Clashing tax policy models

By: Emily Makings
12:00 am
June 18, 2015

At our annual dinner this year, economist Rick Evans spoke about open source tax policy models. (We excerpted his talk for an episode of Policy Today.) He noted that there are three groups at the federal level who estimate the effects of tax policy changes: the Joint Committee on Taxation, the Tax Policy Center, and the Tax Foundation. But the three groups each have their own proprietary models, so it’s next to impossible for outsiders to assess the different approaches they take and discern which model is most likely to provide the best estimates.

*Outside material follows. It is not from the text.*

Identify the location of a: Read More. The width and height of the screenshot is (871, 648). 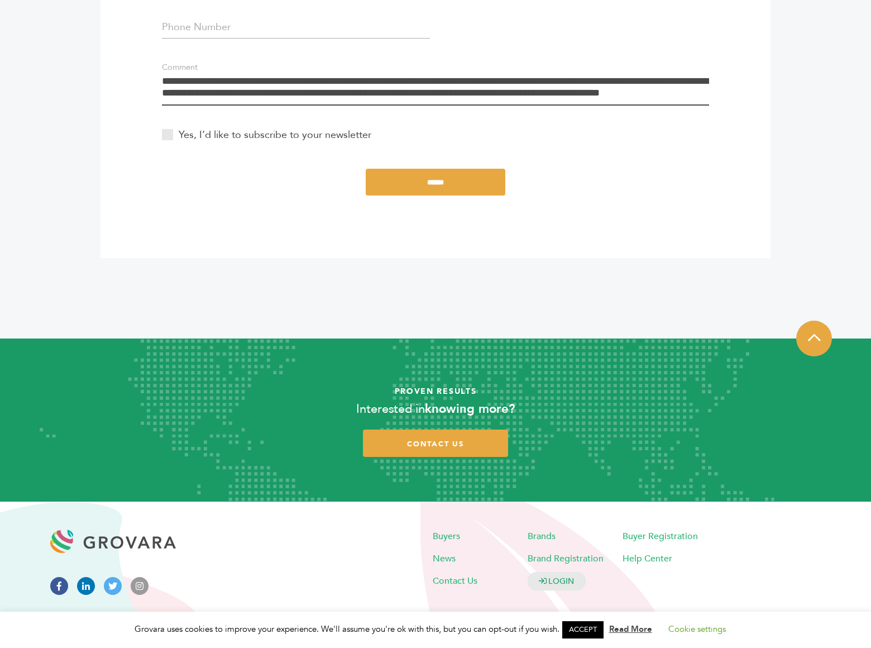
(631, 629).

This led to Evans’ work on an open source model, which would allow anyone to tinker with the assumptions and parameters in the model to estimate the impacts of a policy change.

Today provides an example of why that would be helpful: Senator Rand Paul, who is running for president, has proposed repealing “the entire IRS tax code—more than 70,000 pages—and replace it with a low, broad-based tax of 14.5% on individuals and businesses.”

The Tax Foundation analyzed his proposal and found it would “grow the economy by 9.4 percent in the long run, create 1.4 million jobs, and cost $2.97 trillion over ten years on a static basis and $960 billion when accounting for economic growth.”

Howard Gleckman at the Tax Policy Center pushes back:

Paul is probably underestimating the cost of his plan. He claims he’d cut taxes (and thus increase the debt) by $2 trillion over 10 years. But he’s using a very aggressive analysis that assumes powerful growth effects from the tax reductions. . . .
Gleckman notes that they don’t have enough detail on the proposal to run it through their model; when they do, the results will likely be somewhat different from the Tax Foundation’s.
Categories: Categories , Current Affairs , Tax Policy.